★★★☆☆

114 min | R | October 28, 2022 | Focus Features

A Jewish kid in 1980 Queens befriends a Black classmate and learns what his family already knows about how America sorts people. His grandfather tells him to do the right thing. The rest of his world teaches him the opposite.

Paul Graff is a sixth grader in Queens in 1980 who would rather draw than do his homework. He meets Johnny Davis, a Black classmate held back a grade, and the two boys cut class and dream of an escape neither can afford. The film tracks a single school year as Paul moves from public school to a private academy and watches the safety net pull tight around him and away from his friend. James Gray builds the story from his own childhood. The real subject is the moment a white family teaches a boy that his suffering matters and his friend’s does not.

Banks Repeta plays Paul as a kid who is selfish and tender in the same breath. He sells the small cruelties of childhood without softening them. Anthony Hopkins plays the grandfather Aaron Rabinowitz with a warmth that never curdles into sainthood. He delivers a lesson about standing up for the Davis boys of the world, and Hopkins lets you see the man failing to live it himself. Anne Hathaway plays Esther Graff as a mother who runs the PTA and folds the instant power enters the room. Jeremy Strong plays Irving Graff as a father whose violence and love come from the same exhausted place.

James Gray writes and directs with the restraint of a man who knows the ending and refuses to flinch. He shoots the film in muted browns and grays with cinematographer Darius Khondji, and the light inside the Graff house always looks like late afternoon. The period detail stays in the corners. A Reagan poster, a Sugarhill Gang record, a television playing the news. Gray stages the family dinners in long takes that let the arguments build and collapse without cutting away from the damage.

The film works best as a record of complicity rather than a drama of redemption. Paul does not rise to the moment. He takes the deal his family offers and learns to look away, and Gray refuses to let him off the hook or punish him for it. The race material stays earnest and never fully resolves, and the Davis boy exists more as Paul’s lesson than as his own person. What lands is the precision of the betrayal. This is a film about the exact age at which a child learns which side of the line he was born on.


TASK TO COMPLETE ::
Report each line of the entries below that includes "packet".

RECORDS TO USE ::
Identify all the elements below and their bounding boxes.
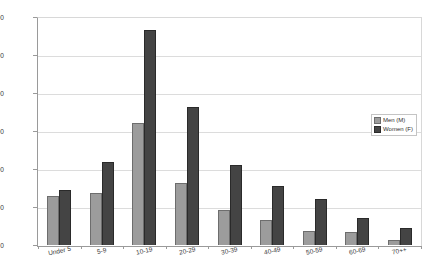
- legend-swatch-women: [374, 126, 381, 133]
- x-axis-tick-label: 60-69: [348, 245, 366, 256]
- bar-men: [132, 123, 144, 245]
- x-axis-tick-label: Under 5: [47, 245, 71, 258]
- bar-men: [303, 231, 315, 245]
- bar-group: [208, 17, 251, 245]
- bar-women: [144, 30, 156, 245]
- bar-women: [230, 165, 242, 245]
- x-axis-tick-label: 50-59: [306, 245, 324, 256]
- bar-group: [293, 17, 336, 245]
- y-axis-tick-mark: [33, 55, 37, 56]
- bar-men: [47, 196, 59, 245]
- y-axis-tick-label: 0: [0, 242, 4, 249]
- x-axis-tick-label: 10-19: [135, 245, 153, 256]
- bar-men: [260, 220, 272, 245]
- y-axis-tick-mark: [33, 17, 37, 18]
- x-axis-tick: 30-39: [208, 247, 251, 255]
- bar-men: [90, 193, 102, 245]
- x-axis-tick: 5-9: [81, 247, 124, 255]
- bar-women: [272, 186, 284, 245]
- x-axis-tick: 10-19: [123, 247, 166, 255]
- legend-item: Men (M): [374, 117, 413, 124]
- bar-women: [315, 199, 327, 245]
- y-axis-tick-label: 100: [0, 204, 4, 211]
- x-axis-tick: 20-29: [166, 247, 209, 255]
- y-axis-tick-mark: [33, 207, 37, 208]
- y-axis-tick-label: 500: [0, 52, 4, 59]
- y-axis-tick-label: 200: [0, 166, 4, 173]
- bar-men: [345, 232, 357, 245]
- chart-legend: Men (M)Women (F): [371, 114, 417, 136]
- bar-men: [175, 183, 187, 245]
- bar-women: [59, 190, 71, 245]
- x-axis-tick: 40-49: [251, 247, 294, 255]
- bar-group: [123, 17, 166, 245]
- y-axis-tick-label: 600: [0, 14, 4, 21]
- x-axis-labels: Under 55-910-1920-2930-3940-4950-5960-69…: [38, 247, 421, 255]
- bar-group: [38, 17, 81, 245]
- legend-label: Women (F): [383, 126, 413, 133]
- x-axis-tick-mark: [421, 246, 422, 249]
- y-axis-tick-mark: [33, 93, 37, 94]
- bar-men: [218, 210, 230, 245]
- y-axis-tick-label: 300: [0, 128, 4, 135]
- x-axis-tick-label: 70++: [392, 246, 408, 257]
- bar-women: [357, 218, 369, 245]
- legend-item: Women (F): [374, 126, 413, 133]
- x-axis-tick: Under 5: [38, 247, 81, 255]
- bar-group: [166, 17, 209, 245]
- x-axis-tick-label: 5-9: [96, 246, 107, 256]
- y-axis-tick-mark: [33, 245, 37, 246]
- y-axis-tick-mark: [33, 169, 37, 170]
- x-axis-tick-label: 20-29: [178, 245, 196, 256]
- y-axis-tick-mark: [33, 131, 37, 132]
- x-axis-tick-label: 30-39: [221, 245, 239, 256]
- y-axis-tick-label: 400: [0, 90, 4, 97]
- x-axis-tick: 60-69: [336, 247, 379, 255]
- legend-label: Men (M): [383, 117, 405, 124]
- x-axis-tick: 70++: [379, 247, 422, 255]
- bar-group: [251, 17, 294, 245]
- x-axis-tick-label: 40-49: [263, 245, 281, 256]
- bar-women: [102, 162, 114, 245]
- bar-group: [81, 17, 124, 245]
- bar-chart: 6005004003002001000 Under 55-910-1920-29…: [0, 0, 428, 267]
- bar-men: [388, 240, 400, 245]
- x-axis-tick: 50-59: [293, 247, 336, 255]
- legend-swatch-men: [374, 117, 381, 124]
- bar-women: [400, 228, 412, 245]
- bar-women: [187, 107, 199, 245]
- bars-area: [38, 17, 421, 245]
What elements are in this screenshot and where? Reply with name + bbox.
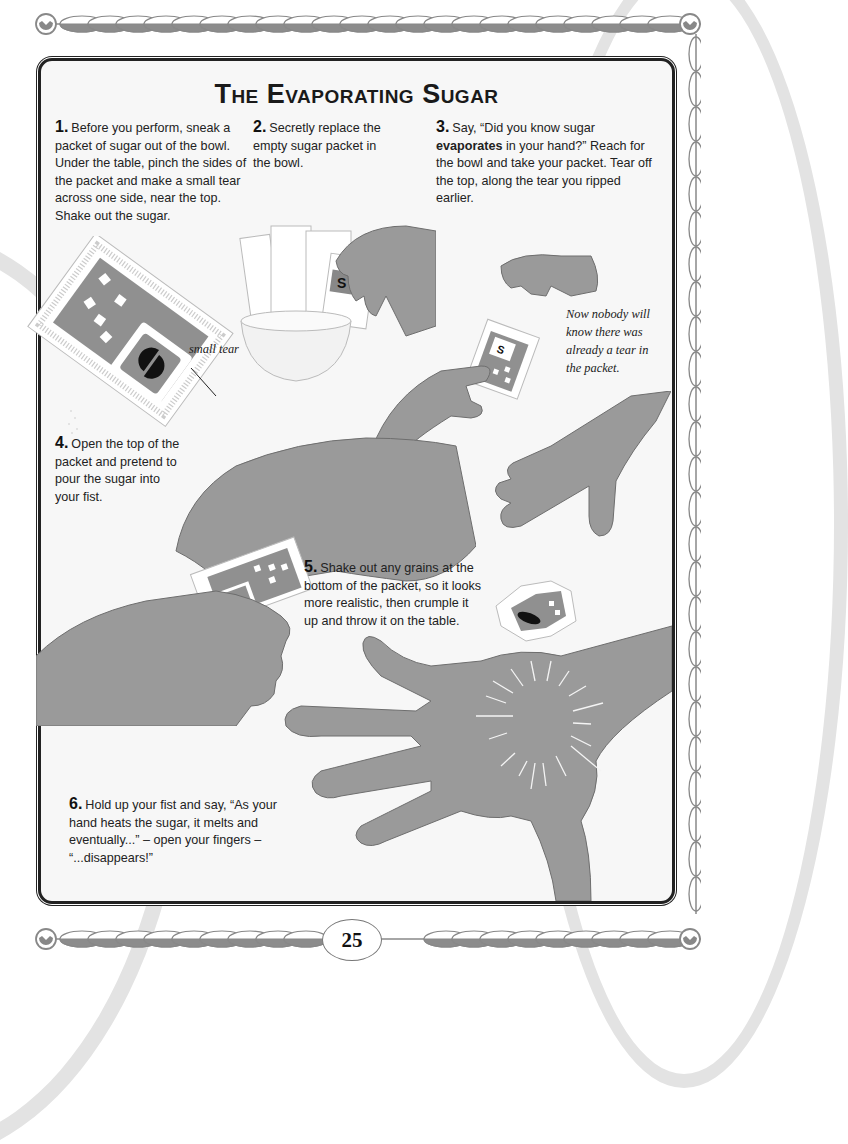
- step-1-number: 1.: [55, 118, 68, 135]
- dropping-hand-illustration: [481, 391, 671, 551]
- step-1: 1.Before you perform, sneak a packet of …: [55, 118, 255, 225]
- reassurance-note: Now nobody will know there was already a…: [566, 305, 661, 377]
- step-6-number: 6.: [69, 795, 82, 812]
- step-5: 5.Shake out any grains at the bottom of …: [304, 558, 484, 630]
- step-6: 6.Hold up your fist and say, “As your ha…: [69, 795, 289, 867]
- right-bead-border: [686, 34, 701, 914]
- content-panel: The Evaporating Sugar 1.Before you perfo…: [38, 58, 675, 904]
- svg-text:S: S: [337, 275, 346, 291]
- top-bead-border: [34, 12, 701, 36]
- step-5-number: 5.: [304, 558, 317, 575]
- step-2: 2.Secretly replace the empty sugar packe…: [253, 118, 389, 173]
- step-3-bold-word: evaporates: [436, 139, 503, 153]
- step-3-number: 3.: [436, 118, 449, 135]
- step-6-text: Hold up your fist and say, “As your hand…: [69, 798, 277, 865]
- step-1-text: Before you perform, sneak a packet of su…: [55, 121, 246, 223]
- small-tear-label: small tear: [189, 340, 239, 358]
- page-title: The Evaporating Sugar: [41, 79, 672, 110]
- open-palm-illustration: [281, 621, 672, 901]
- step-2-text: Secretly replace the empty sugar packet …: [253, 121, 381, 170]
- step-5-text: Shake out any grains at the bottom of th…: [304, 561, 481, 628]
- step-3: 3.Say, “Did you know sugar evaporates in…: [436, 118, 656, 208]
- page-number: 25: [322, 919, 382, 961]
- step-2-number: 2.: [253, 118, 266, 135]
- step-3-text-before: Say, “Did you know sugar: [452, 121, 595, 135]
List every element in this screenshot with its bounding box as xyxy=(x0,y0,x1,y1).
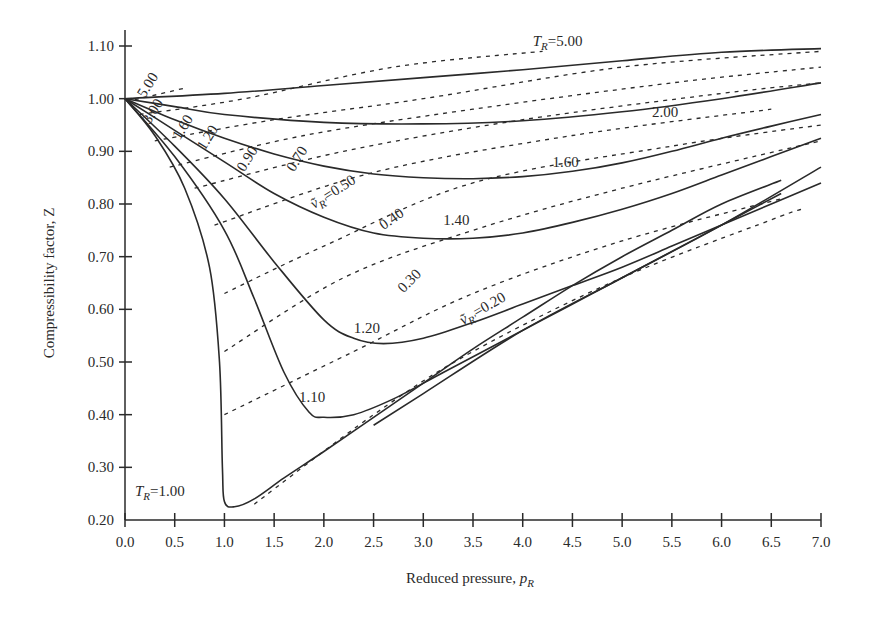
x-tick-label: 6.0 xyxy=(712,534,731,550)
y-tick-label: 0.50 xyxy=(88,354,114,370)
x-tick-label: 1.0 xyxy=(215,534,234,550)
isotherm-t-r-1-00-extension- xyxy=(374,167,821,425)
curve-label: 5.00 xyxy=(134,70,161,101)
curve-label: TR=5.00 xyxy=(533,33,583,52)
isotherm-t-r-2-00 xyxy=(125,83,821,124)
curve-label: 0.40 xyxy=(376,205,407,233)
x-tick-label: 5.0 xyxy=(613,534,632,550)
x-tick-label: 4.0 xyxy=(513,534,532,550)
curve-label: 2.00 xyxy=(652,104,678,120)
x-tick-label: 0.0 xyxy=(116,534,135,550)
curve-label: ṽR'=0.20 xyxy=(457,289,510,331)
x-axis-title: Reduced pressure, pR xyxy=(406,570,534,589)
isochore-v-r-0-40 xyxy=(224,141,821,352)
curve-label: 0.70 xyxy=(283,143,310,174)
y-tick-label: 1.10 xyxy=(88,38,114,54)
x-axis-ticks: 0.00.51.01.52.02.53.03.54.04.55.05.56.06… xyxy=(116,513,831,550)
isotherm-t-r-1-10 xyxy=(125,99,781,418)
y-tick-label: 1.00 xyxy=(88,91,114,107)
curve-label: ṽR'=0.50 xyxy=(307,171,360,214)
isotherm-t-r-1-60 xyxy=(125,99,821,179)
compressibility-chart: 0.00.51.01.52.02.53.03.54.04.55.05.56.06… xyxy=(0,0,875,622)
curve-label: 1.20 xyxy=(354,320,380,336)
curve-label: 1.40 xyxy=(443,212,469,228)
isotherm-t-r-1-00 xyxy=(125,99,781,507)
isochore-v-r-0-30 xyxy=(224,199,781,415)
isochore-v-r-0-20 xyxy=(254,209,801,504)
isochore-v-r-3-00 xyxy=(140,51,543,114)
x-tick-label: 7.0 xyxy=(812,534,831,550)
y-tick-label: 0.30 xyxy=(88,459,114,475)
axes xyxy=(125,30,821,520)
x-tick-label: 3.5 xyxy=(464,534,483,550)
isotherm-t-r-5-00 xyxy=(125,49,821,99)
y-tick-label: 0.40 xyxy=(88,407,114,423)
curve-label: 0.90 xyxy=(233,143,260,174)
y-axis-title: Compressibility factor, Z xyxy=(41,208,57,359)
y-tick-label: 0.70 xyxy=(88,249,114,265)
x-tick-label: 6.5 xyxy=(762,534,781,550)
curve-label: 1.10 xyxy=(299,389,325,405)
curve-label: 1.60 xyxy=(553,154,579,170)
y-tick-label: 0.60 xyxy=(88,301,114,317)
plot-curves xyxy=(125,49,821,508)
x-tick-label: 5.5 xyxy=(662,534,681,550)
x-tick-label: 1.5 xyxy=(265,534,284,550)
y-tick-label: 0.20 xyxy=(88,512,114,528)
x-tick-label: 3.0 xyxy=(414,534,433,550)
x-tick-label: 2.5 xyxy=(364,534,383,550)
y-tick-label: 0.90 xyxy=(88,143,114,159)
curve-label: 1.20 xyxy=(194,122,221,153)
y-tick-label: 0.80 xyxy=(88,196,114,212)
curve-labels: TR=5.002.001.601.401.201.10TR=1.00ṽR'=0.… xyxy=(134,33,678,502)
isotherm-t-r-1-40 xyxy=(125,99,821,239)
curve-label: 0.30 xyxy=(394,266,424,296)
x-tick-label: 0.5 xyxy=(165,534,184,550)
x-tick-label: 2.0 xyxy=(314,534,333,550)
curve-label: TR=1.00 xyxy=(135,483,185,502)
isochore-v-r-1-60 xyxy=(155,51,821,141)
x-tick-label: 4.5 xyxy=(563,534,582,550)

RESPONSE BOX ::
- step-1: 1.Before you perform, sneak a packet of …: [55, 118, 255, 225]
- step-1-text: Before you perform, sneak a packet of su…: [55, 121, 246, 223]
- step-2-text: Secretly replace the empty sugar packet …: [253, 121, 381, 170]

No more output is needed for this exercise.